A multi-turn test case is a blueprint provided by deepeval to unit test a series of LLM interactions. A multi-turn test case in deepeval is represented by a ConversationalTestCase, and has SIX parameters:

  • turns
  • [Optional] scenario
  • [Optional] expected_outcome
  • [Optional] user_description
  • [Optional] context
  • [Optional] chatbot_role
note

deepeval makes the assumption that a multi-turn use case are mainly conversational chatbots. Agents on the other hand, should be evaluated via component-level evaluation instead, where each component in your agentic workflow is assessed individually.

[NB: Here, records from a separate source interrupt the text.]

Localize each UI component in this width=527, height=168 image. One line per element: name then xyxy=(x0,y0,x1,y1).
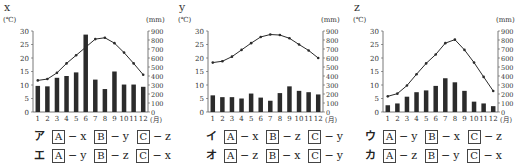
precipitation-bar xyxy=(112,72,117,113)
month-label: 9 xyxy=(287,115,291,123)
x-axis-unit: (月) xyxy=(325,116,338,124)
chart-letter: y xyxy=(411,130,417,143)
left-tick-label: 0 xyxy=(200,109,204,117)
boxed-letter: B xyxy=(266,130,279,144)
precipitation-bar xyxy=(433,86,438,112)
option-e[interactable]: エA−yB−zC−x xyxy=(34,147,179,165)
month-label: 8 xyxy=(453,115,457,123)
temperature-line xyxy=(388,40,493,97)
option-pair: C−z xyxy=(137,128,171,146)
temperature-point xyxy=(396,92,399,95)
right-axis-unit: (mm) xyxy=(321,16,340,24)
left-tick-label: 15 xyxy=(20,68,29,76)
left-tick-label: 15 xyxy=(370,68,379,76)
precipitation-bar xyxy=(481,103,486,112)
precipitation-bar xyxy=(220,97,225,112)
chart-letter: z xyxy=(252,149,258,162)
month-label: 4 xyxy=(239,115,244,123)
option-pair: C−y xyxy=(308,147,342,165)
option-pair: A−y xyxy=(52,147,86,165)
boxed-letter: A xyxy=(383,130,396,144)
right-tick-label: 200 xyxy=(501,91,513,99)
left-tick-label: 10 xyxy=(195,82,204,90)
chart-letter: x xyxy=(252,130,258,143)
option-u[interactable]: ウA−yB−xC−z xyxy=(365,128,510,146)
boxed-letter: B xyxy=(425,130,438,144)
temperature-point xyxy=(307,49,310,52)
boxed-letter: C xyxy=(136,149,149,163)
precipitation-bar xyxy=(414,92,419,112)
boxed-letter: B xyxy=(94,130,107,144)
temperature-point xyxy=(94,38,97,41)
precipitation-bar xyxy=(64,76,69,112)
temperature-point xyxy=(221,60,224,63)
month-label: 7 xyxy=(443,115,447,123)
temperature-point xyxy=(492,90,495,93)
month-label: 5 xyxy=(74,115,78,123)
chart-letter: x xyxy=(496,149,502,162)
precipitation-bar xyxy=(306,92,311,112)
month-label: 4 xyxy=(64,115,69,123)
right-tick-label: 900 xyxy=(501,28,513,36)
option-i[interactable]: イA−xB−zC−y xyxy=(206,128,351,146)
right-tick-label: 500 xyxy=(326,64,338,72)
right-tick-label: 300 xyxy=(501,82,513,90)
month-label: 8 xyxy=(103,115,107,123)
precipitation-bar xyxy=(297,91,302,112)
option-label: エ xyxy=(34,147,52,165)
temperature-point xyxy=(406,84,409,87)
temperature-point xyxy=(463,49,466,52)
chart-letter: z xyxy=(496,130,502,143)
chart-letter: y xyxy=(453,149,459,162)
right-tick-label: 500 xyxy=(151,64,163,72)
left-tick-label: 30 xyxy=(370,28,379,36)
right-tick-label: 300 xyxy=(151,82,163,90)
precipitation-bar xyxy=(239,99,244,113)
precipitation-bar xyxy=(141,87,146,112)
option-pair: A−z xyxy=(383,147,417,165)
temperature-point xyxy=(454,38,457,41)
x-axis-unit: (月) xyxy=(500,116,513,124)
month-label: 7 xyxy=(93,115,97,123)
left-tick-label: 10 xyxy=(370,82,379,90)
option-a[interactable]: アA−xB−yC−z xyxy=(34,128,179,146)
left-axis-unit: (℃) xyxy=(3,16,17,24)
month-label: 5 xyxy=(249,115,253,123)
temperature-point xyxy=(298,43,301,46)
climate-chart-x: x(℃)(mm)05101520253001002003004005006007… xyxy=(0,0,175,126)
answer-options: アA−xB−yC−z イA−xB−zC−y ウA−yB−xC−z エA−yB−z… xyxy=(0,128,527,168)
right-tick-label: 400 xyxy=(501,73,513,81)
boxed-letter: A xyxy=(224,130,237,144)
boxed-letter: C xyxy=(467,149,480,163)
temperature-point xyxy=(132,62,135,65)
chart-letter: z xyxy=(411,149,417,162)
temperature-line xyxy=(38,38,143,81)
left-tick-label: 5 xyxy=(200,95,204,103)
option-o[interactable]: オA−zB−xC−y xyxy=(206,147,351,165)
temperature-point xyxy=(269,33,272,36)
month-label: 6 xyxy=(83,115,88,123)
chart-letter: y xyxy=(337,130,343,143)
month-label: 10 xyxy=(120,115,129,123)
temperature-point xyxy=(415,73,418,76)
month-label: 9 xyxy=(462,115,466,123)
boxed-letter: C xyxy=(137,130,150,144)
month-label: 2 xyxy=(220,115,224,123)
month-label: 11 xyxy=(479,115,488,123)
right-tick-label: 600 xyxy=(501,55,513,63)
month-label: 12 xyxy=(314,115,323,123)
precipitation-bar xyxy=(55,78,60,112)
temperature-point xyxy=(444,42,447,45)
left-tick-label: 25 xyxy=(195,41,204,49)
option-ka[interactable]: カA−zB−yC−x xyxy=(365,147,510,165)
chart-letter: z xyxy=(165,130,171,143)
option-pair: A−z xyxy=(224,147,258,165)
month-label: 3 xyxy=(55,115,59,123)
precipitation-bar xyxy=(424,90,429,112)
precipitation-bar xyxy=(74,72,79,112)
precipitation-bar xyxy=(230,97,235,112)
option-label: ア xyxy=(34,128,52,146)
chart-letter: x xyxy=(165,149,171,162)
boxed-letter: C xyxy=(308,130,321,144)
option-pair: B−z xyxy=(94,147,128,165)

Here's an example implementation of a ConversationalTestCase:

from deepeval.test_case import ConversationalTestCase, Turn

test_case = ConversationalTestCase(
scenario="User chit-chatting randomly with AI.",
expected_outcome="AI should respond in friendly manner.",
turns=[
Turn(role="user", content="How are you doing?"),
Turn(role="assistant", content="Why do you care?")
]
)

Multi-Turn LLM Interaction

Different from a single-turn LLM interaction, a multi-turn LLM interaction encapsulates exchanges between a user and a conversational agent/chatbot, which is represented by a ConversationalTestCase in deepeval.

Conversational Test Case

The turns parameter in a conversational test case is vital to specifying the roles and content of a conversation (in OpenAI API format), and allows you to supply any optional tools_called and retrieval_context. Additional optional parameters such as scenario and expected outcome is best suited for users converting ConversationalGoldens to test cases at evaluation time.

Conversational Test Case

While a single-turn test case represents an individual LLM system interaction, a ConversationalTestCase encapsulates a series of Turns that make up an LLM-based conversation. This is particular useful if you're looking to for example evaluate a conversation between a user and an LLM-based chatbot.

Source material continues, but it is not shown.